AUD surges as ECB destroys the bond market


Last night the AUD smashed through the 75c mark for the first time since June 2018.  Waking this morning, with gold down 1.6% and silver down 1.2% you may have thought the spot price had an ordinary night but in USD terms they held firm.  It’s all this rising AUD which has gone from sub 70 to now over 75 just since the beginning of November.  No coincidence then that this period has also seen gold in AUD terms fall from $2700 to the current $2435 and silver fall from $34.10 to $31.80.  This has been the ‘risk on’ trade of ‘everything’s awesome’ reflation trade in full force, an environment which the AUD likes.  By comparison this same period has seen Bitcoin rise from $19,200 to the current $24,400 (after reaching $27,000 at the beginning of December).  Between the 2 real monetary assets, Bitcoin has overshot the correlation trend against real yields and gold/silver is lagging (for now).

pastedGraphic.png

 

A lot of this AUD strength can also be attributed to the meteoric price of ore which last night broke through $150/tonne on fears of a cyclone in the Pilbara.

pastedGraphic_1.png

Those real rates of the previous chart are under increasing downward pressure too as central bank stimulus suppresses headline rates but inflation (subtracted from headline rates to get real rates) inches up and always threatens to rocket in response to said stimulus.

Topically, last night the ECB (Europe’s central bank) went even deeper into stimulus, increasing their QE program by EUR500 billion to $1.85 trillion, and extending it out to “at least” March 2022 as it struggles to overcome Europe’s double dip recession.  Despite that, the EUR strengthened as the stimulus addicted market was hoping for more.  What stimulus was provided was already priced in.  That of course put more pressure downward on the USD (the EUR being the major pair), and upward of course on the AUD/USD pair, but did not stop the AUD climbing even against the stronger EUR.  

Such is the extent of the ECB’s bond buying program (funded with newly created Euros) that Bloomberg calculated they are about to own 43% of Germany’s sovereign bond market and 40% of Italy’s, putting them on course to own over half of those entire sovereign bond markets in the next quarter.  That is quite staggering when you think about it.  The Bank of Japan long since moved past such a milestone, turned their attention to Japanese shares via ETF’s to the point where they are now the single biggest owner of shares on the Nikkei. Where does this end?  Rules are being thrown out in desperation.  From Bloomberg:

“Needless to say, the implications are profound for what's left of bond traders. Japan’s fixed income trading floors have been decimated over the last decade and the markets are so dead that sometimes not a single government bond trades in a day. Despite the fact that there is over $8 trillion of Japanese debt in existence, the Bank of Japan owns around half of it, and sometimes close to 90% of individual issues.

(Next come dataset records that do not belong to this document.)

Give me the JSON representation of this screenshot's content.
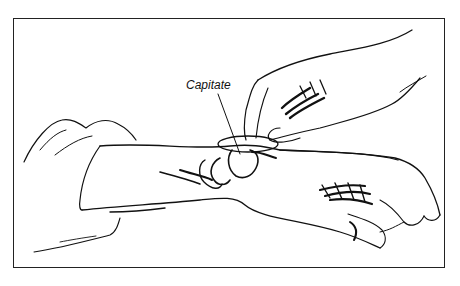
{
  "figure": {
    "label": "Capitate",
    "border_color": "#222222",
    "line_color": "#111111"
  }
}
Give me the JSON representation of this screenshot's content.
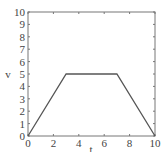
{
  "chart_data": {
    "type": "line",
    "title": "",
    "xlabel": "t",
    "ylabel": "v",
    "xlim": [
      0,
      10
    ],
    "ylim": [
      0,
      10
    ],
    "xticks": [
      0,
      2,
      4,
      6,
      8,
      10
    ],
    "yticks": [
      0,
      1,
      2,
      3,
      4,
      5,
      6,
      7,
      8,
      9,
      10
    ],
    "grid": false,
    "legend": null,
    "series": [
      {
        "name": "v(t)",
        "x": [
          0,
          3,
          7,
          10
        ],
        "y": [
          0,
          5,
          5,
          0
        ],
        "color": "#555555"
      }
    ]
  },
  "style": {
    "axis_color": "#777777",
    "line_color": "#555555"
  }
}
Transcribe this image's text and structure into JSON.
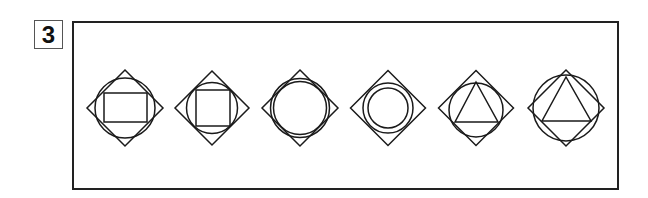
{
  "problem": {
    "number": "3",
    "stroke_color": "#1a1a1a",
    "figures": [
      {
        "id": 1,
        "description": "diamond, circle, rectangle",
        "cx": 125,
        "cy": 108,
        "diamond_half": 38,
        "circles": [
          {
            "r": 30
          }
        ],
        "rect": {
          "x": 104,
          "y": 93,
          "w": 43,
          "h": 29
        }
      },
      {
        "id": 2,
        "description": "diamond, circle, square",
        "cx": 212,
        "cy": 108,
        "diamond_half": 37,
        "circles": [
          {
            "r": 25.5
          }
        ],
        "rect": {
          "x": 196,
          "y": 90,
          "w": 34,
          "h": 36
        }
      },
      {
        "id": 3,
        "description": "diamond, two concentric circles (close)",
        "cx": 300,
        "cy": 108,
        "diamond_half": 38,
        "circles": [
          {
            "r": 29.5
          },
          {
            "r": 26.5
          }
        ]
      },
      {
        "id": 4,
        "description": "diamond, two concentric circles (spaced)",
        "cx": 388,
        "cy": 108,
        "diamond_half": 37.5,
        "circles": [
          {
            "r": 25
          },
          {
            "r": 20
          }
        ]
      },
      {
        "id": 5,
        "description": "diamond, circle, triangle",
        "cx": 476,
        "cy": 108,
        "diamond_half": 37.5,
        "circles": [
          {
            "r": 27,
            "cy": 110
          }
        ],
        "triangle": [
          [
            476,
            82
          ],
          [
            455,
            122
          ],
          [
            498,
            122
          ]
        ]
      },
      {
        "id": 6,
        "description": "diamond, larger circle, triangle",
        "cx": 566,
        "cy": 108,
        "diamond_half": 38,
        "circles": [
          {
            "r": 33
          }
        ],
        "triangle": [
          [
            566,
            77
          ],
          [
            542,
            121
          ],
          [
            591,
            121
          ]
        ]
      }
    ]
  }
}
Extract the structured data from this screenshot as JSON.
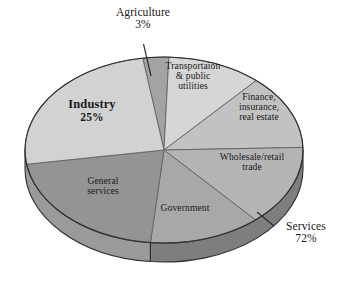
{
  "chart_data": {
    "type": "pie",
    "title": "",
    "subtitle": "",
    "xlabel": "",
    "ylabel": "",
    "legend_position": "none",
    "grid": false,
    "style": "3d-pie",
    "categories": [
      "Agriculture",
      "Transportaion & public utilities",
      "Finance, insurance, real estate",
      "Wholesale/retail trade",
      "Government",
      "General services",
      "Industry"
    ],
    "values": [
      3,
      11,
      13,
      14,
      13,
      21,
      25
    ],
    "units": "percent",
    "groups": [
      {
        "name": "Agriculture",
        "value": 3,
        "label": "3%"
      },
      {
        "name": "Industry",
        "value": 25,
        "label": "25%"
      },
      {
        "name": "Services",
        "value": 72,
        "label": "72%"
      }
    ],
    "slices": [
      {
        "name": "Agriculture",
        "value": 3,
        "color": "#a3a3a3",
        "start_deg": 351.2,
        "end_deg": 362.0,
        "label_inside": false
      },
      {
        "name": "Transportaion & public utilities",
        "value": 11,
        "color": "#d6d6d6",
        "start_deg": 2.0,
        "end_deg": 41.6,
        "label_inside": true
      },
      {
        "name": "Finance, insurance, real estate",
        "value": 13,
        "color": "#c2c2c2",
        "start_deg": 41.6,
        "end_deg": 88.4,
        "label_inside": true
      },
      {
        "name": "Wholesale/retail trade",
        "value": 14,
        "color": "#b4b4b4",
        "start_deg": 88.4,
        "end_deg": 138.8,
        "label_inside": true
      },
      {
        "name": "Government",
        "value": 13,
        "color": "#a8a8a8",
        "start_deg": 138.8,
        "end_deg": 185.6,
        "label_inside": true
      },
      {
        "name": "General services",
        "value": 21,
        "color": "#949494",
        "start_deg": 185.6,
        "end_deg": 261.2,
        "label_inside": true
      },
      {
        "name": "Industry",
        "value": 25,
        "color": "#d2d2d2",
        "start_deg": 261.2,
        "end_deg": 351.2,
        "label_inside": true
      }
    ]
  },
  "labels": {
    "agriculture": {
      "name": "Agriculture",
      "pct": "3%"
    },
    "industry": {
      "name": "Industry",
      "pct": "25%"
    },
    "services": {
      "name": "Services",
      "pct": "72%"
    },
    "transportation": {
      "line1": "Transportaion",
      "line2": "& public",
      "line3": "utilities"
    },
    "finance": {
      "line1": "Finance,",
      "line2": "insurance,",
      "line3": "real estate"
    },
    "wholesale": {
      "line1": "Wholesale/retail",
      "line2": "trade"
    },
    "government": {
      "line1": "Government"
    },
    "general_services": {
      "line1": "General",
      "line2": "services"
    }
  },
  "colors": {
    "background": "#ffffff",
    "text": "#1a1a1a",
    "outline": "#3a3a3a",
    "side_wall_light": "#9a9a9a",
    "side_wall_dark": "#7e7e7e",
    "leader_line": "#2b2b2b"
  }
}
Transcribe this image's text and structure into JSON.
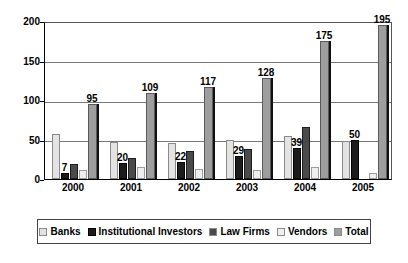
{
  "chart_data": {
    "type": "bar",
    "title": "",
    "subtitle": "",
    "xlabel": "",
    "ylabel": "",
    "categories": [
      "2000",
      "2001",
      "2002",
      "2003",
      "2004",
      "2005"
    ],
    "ylim": [
      0,
      200
    ],
    "yticks": [
      0,
      50,
      100,
      150,
      200
    ],
    "ytick_labels": [
      "0",
      "50",
      "100",
      "150",
      "200"
    ],
    "grid": true,
    "grid_axis": "y",
    "legend_position": "bottom",
    "series": [
      {
        "name": "Banks",
        "color": "#e3e3e3",
        "values": [
          57,
          47,
          46,
          49,
          55,
          48
        ],
        "labels": [
          "",
          "",
          "",
          "",
          "",
          ""
        ]
      },
      {
        "name": "Institutional Investors",
        "color": "#1b1b1b",
        "values": [
          7,
          20,
          22,
          29,
          39,
          50
        ],
        "labels": [
          "7",
          "20",
          "22",
          "29",
          "39",
          "50"
        ]
      },
      {
        "name": "Law Firms",
        "color": "#4a4a4a",
        "values": [
          19,
          27,
          36,
          38,
          66,
          0
        ],
        "labels": [
          "",
          "",
          "",
          "",
          "",
          ""
        ]
      },
      {
        "name": "Vendors",
        "color": "#efefef",
        "values": [
          12,
          15,
          13,
          12,
          15,
          8
        ],
        "labels": [
          "",
          "",
          "",
          "",
          "",
          ""
        ]
      },
      {
        "name": "Total",
        "color": "#9e9e9e",
        "values": [
          95,
          109,
          117,
          128,
          175,
          195
        ],
        "labels": [
          "95",
          "109",
          "117",
          "128",
          "175",
          "195"
        ]
      }
    ]
  },
  "legend": {
    "items": [
      {
        "label": "Banks"
      },
      {
        "label": "Institutional Investors"
      },
      {
        "label": "Law Firms"
      },
      {
        "label": "Vendors"
      },
      {
        "label": "Total"
      }
    ]
  }
}
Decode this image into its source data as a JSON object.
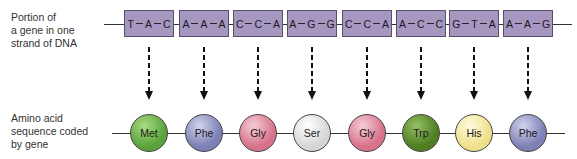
{
  "labels": {
    "dna": [
      "Portion of",
      "a gene in one",
      "strand of DNA"
    ],
    "amino_acid": [
      "Amino acid",
      "sequence coded",
      "by gene"
    ]
  },
  "codons": [
    {
      "bases": [
        "T",
        "A",
        "C"
      ]
    },
    {
      "bases": [
        "A",
        "A",
        "A"
      ]
    },
    {
      "bases": [
        "C",
        "C",
        "A"
      ]
    },
    {
      "bases": [
        "A",
        "G",
        "G"
      ]
    },
    {
      "bases": [
        "C",
        "C",
        "A"
      ]
    },
    {
      "bases": [
        "A",
        "C",
        "C"
      ]
    },
    {
      "bases": [
        "G",
        "T",
        "A"
      ]
    },
    {
      "bases": [
        "A",
        "A",
        "G"
      ]
    }
  ],
  "amino_acids": [
    {
      "name": "Met",
      "color": "#5aa23a",
      "highlight": "#a8dc84"
    },
    {
      "name": "Phe",
      "color": "#7c80b4",
      "highlight": "#d2d4ec"
    },
    {
      "name": "Gly",
      "color": "#d7728a",
      "highlight": "#f6ccd6"
    },
    {
      "name": "Ser",
      "color": "#d4d6d6",
      "highlight": "#ffffff"
    },
    {
      "name": "Gly",
      "color": "#d7728a",
      "highlight": "#f6ccd6"
    },
    {
      "name": "Trp",
      "color": "#4f7d22",
      "highlight": "#95c064"
    },
    {
      "name": "His",
      "color": "#eee08a",
      "highlight": "#fffbe0"
    },
    {
      "name": "Phe",
      "color": "#7c80b4",
      "highlight": "#d2d4ec"
    }
  ],
  "colors": {
    "codon_fill": "#a597bf",
    "codon_border": "#5b4f6e",
    "arrow": "#111111"
  }
}
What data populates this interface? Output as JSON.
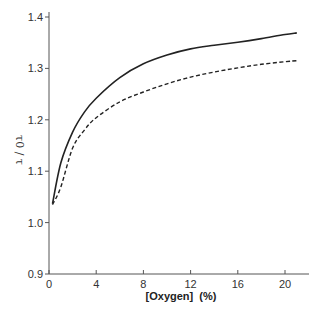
{
  "chart_data": {
    "type": "line",
    "title": "",
    "xlabel": "[Oxygen]  (%)",
    "ylabel": "τ0 / τ",
    "xlim": [
      0,
      22
    ],
    "ylim": [
      0.9,
      1.4
    ],
    "xticks": [
      0,
      4,
      8,
      12,
      16,
      20
    ],
    "yticks": [
      0.9,
      1.0,
      1.1,
      1.2,
      1.3,
      1.4
    ],
    "xtick_labels": [
      "0",
      "4",
      "8",
      "12",
      "16",
      "20"
    ],
    "ytick_labels": [
      "0.9",
      "1.0",
      "1.1",
      "1.2",
      "1.3",
      "1.4"
    ],
    "grid": false,
    "legend": null,
    "series": [
      {
        "name": "solid",
        "style": "solid",
        "color": "#222222",
        "x": [
          0.3,
          1,
          2,
          3,
          4,
          6,
          8,
          10,
          12,
          14,
          16,
          18,
          20,
          21
        ],
        "y": [
          1.037,
          1.116,
          1.176,
          1.215,
          1.242,
          1.282,
          1.309,
          1.326,
          1.338,
          1.345,
          1.351,
          1.358,
          1.366,
          1.369
        ]
      },
      {
        "name": "dashed",
        "style": "dashed",
        "color": "#222222",
        "x": [
          0.3,
          1,
          2,
          3,
          4,
          6,
          8,
          10,
          12,
          14,
          16,
          18,
          20,
          21
        ],
        "y": [
          1.035,
          1.069,
          1.145,
          1.18,
          1.204,
          1.235,
          1.254,
          1.27,
          1.283,
          1.293,
          1.301,
          1.308,
          1.313,
          1.315
        ]
      }
    ]
  }
}
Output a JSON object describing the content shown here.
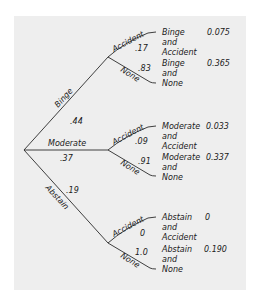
{
  "tree": {
    "root": {
      "branches": [
        {
          "label": "Binge",
          "prob": ".44",
          "children": [
            {
              "label": "Accident",
              "prob": ".17",
              "outcome": [
                "Binge",
                "and",
                "Accident"
              ],
              "joint": "0.075"
            },
            {
              "label": "None",
              "prob": ".83",
              "outcome": [
                "Binge",
                "and",
                "None"
              ],
              "joint": "0.365"
            }
          ]
        },
        {
          "label": "Moderate",
          "prob": ".37",
          "children": [
            {
              "label": "Accident",
              "prob": ".09",
              "outcome": [
                "Moderate",
                "and",
                "Accident"
              ],
              "joint": "0.033"
            },
            {
              "label": "None",
              "prob": ".91",
              "outcome": [
                "Moderate",
                "and",
                "None"
              ],
              "joint": "0.337"
            }
          ]
        },
        {
          "label": "Abstain",
          "prob": ".19",
          "children": [
            {
              "label": "Accident",
              "prob": "0",
              "outcome": [
                "Abstain",
                "and",
                "Accident"
              ],
              "joint": "0"
            },
            {
              "label": "None",
              "prob": "1.0",
              "outcome": [
                "Abstain",
                "and",
                "None"
              ],
              "joint": "0.190"
            }
          ]
        }
      ]
    }
  },
  "colors": {
    "panel_bg": "#eeeeee",
    "line": "#2a2a2a",
    "text": "#1a1a1a"
  }
}
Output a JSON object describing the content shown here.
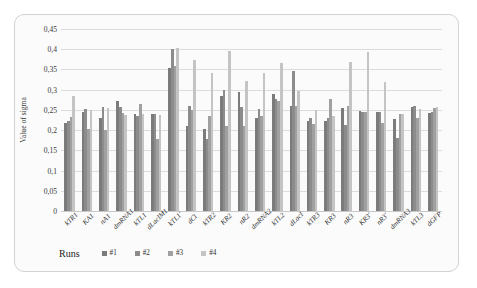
{
  "chart_data": {
    "type": "bar",
    "title": "",
    "xlabel": "",
    "ylabel": "Value of sigma",
    "ylim": [
      0,
      0.45
    ],
    "ytick_labels": [
      "0,45",
      "0,4",
      "0,35",
      "0,3",
      "0,25",
      "0,2",
      "0,15",
      "0,1",
      "0,05",
      "0"
    ],
    "ytick_values": [
      0.45,
      0.4,
      0.35,
      0.3,
      0.25,
      0.2,
      0.15,
      0.1,
      0.05,
      0
    ],
    "grid": true,
    "legend_position": "bottom",
    "legend_title": "Runs",
    "decimal_separator": ",",
    "categories": [
      "kTR1",
      "KA1",
      "nA1",
      "dmRNA1",
      "kTL1",
      "dLacIM1",
      "kTL1'",
      "dCl",
      "kTR2",
      "KR2",
      "nR2",
      "dmRNA2",
      "kTL2",
      "dLacI",
      "kTR3",
      "KR3",
      "nR3",
      "KR3'",
      "nR3'",
      "dmRNA3",
      "kTL3",
      "dGFP"
    ],
    "series": [
      {
        "name": "#1",
        "color": "#7b7b7b",
        "values": [
          0.218,
          0.244,
          0.23,
          0.271,
          0.239,
          0.241,
          0.353,
          0.209,
          0.203,
          0.285,
          0.294,
          0.23,
          0.289,
          0.259,
          0.223,
          0.222,
          0.254,
          0.248,
          0.244,
          0.228,
          0.258,
          0.242
        ]
      },
      {
        "name": "#2",
        "color": "#8c8c8c",
        "values": [
          0.223,
          0.253,
          0.256,
          0.258,
          0.236,
          0.241,
          0.401,
          0.259,
          0.178,
          0.3,
          0.258,
          0.252,
          0.278,
          0.346,
          0.23,
          0.23,
          0.213,
          0.246,
          0.245,
          0.181,
          0.26,
          0.246
        ]
      },
      {
        "name": "#3",
        "color": "#a0a0a0",
        "values": [
          0.232,
          0.203,
          0.2,
          0.242,
          0.264,
          0.178,
          0.359,
          0.25,
          0.234,
          0.209,
          0.209,
          0.234,
          0.273,
          0.26,
          0.215,
          0.278,
          0.26,
          0.244,
          0.218,
          0.241,
          0.231,
          0.255
        ]
      },
      {
        "name": "#4",
        "color": "#c4c4c4",
        "values": [
          0.284,
          0.25,
          0.255,
          0.238,
          0.24,
          0.238,
          0.403,
          0.374,
          0.342,
          0.396,
          0.321,
          0.341,
          0.365,
          0.297,
          0.249,
          0.236,
          0.368,
          0.392,
          0.32,
          0.241,
          0.252,
          0.257
        ]
      }
    ]
  },
  "legend": {
    "title": "Runs",
    "items": [
      {
        "label": "#1",
        "color": "#7b7b7b"
      },
      {
        "label": "#2",
        "color": "#8c8c8c"
      },
      {
        "label": "#3",
        "color": "#a0a0a0"
      },
      {
        "label": "#4",
        "color": "#c4c4c4"
      }
    ]
  }
}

And now that the ECB is wantonly buying up everything, it's Europe's turn.

It didn't have to be this way: when the ECB first started buying bonds in 2015 it was tied to strict purchase rules in an effort to avoid accusations of monetary financing. The central bank was allowed to buy no more than a third of a country’s bonds and had to weight purchases of euro-area member states by the size of the economy and population. All these rules were thrown out this year, when Christine Lagarde scrapped those limits for the central bank’s pandemic purchase program, with another €1.85 trillion being pumped straight into bond markets, including the extra amount announced Thursday.”

As investors and institutions look for safe havens the traditional go-to’s of sovereign bonds and gold are looking more and more favourable toward gold as this plays out.  We have of course also seen more institutions putting their reserves into Bitcoin of late as well.

One thing is certain with an AUD heading towards 80c and that is the RBA will not be happy and will also be keeping the pedal to the stimulus/QE metal to try to contain it.  Outside of the ore story, Aussies exporters are battling a high AUD and a Chinese trade war.

Another thing is certain and that is central banks are not unleashing unprecedented stimulus because everything is awesome.  The effects of that stimulus are driving up financial assets to unprecedented highs, giving the impression of awesome, not the reality.

For Aussie investors looking to get into gold, silver and platinum amid all this stimulus, currency debasement and the reality of the economy it talks to, the high AUD makes for nice cheaper metals to buy for the time being.

Australia, at 0.1% interest rates and CPI at 1.6% is firmly in negative real rate territory.  That is gold’s sweet spot.  Bonds as the alternative are looking more and more unattractive.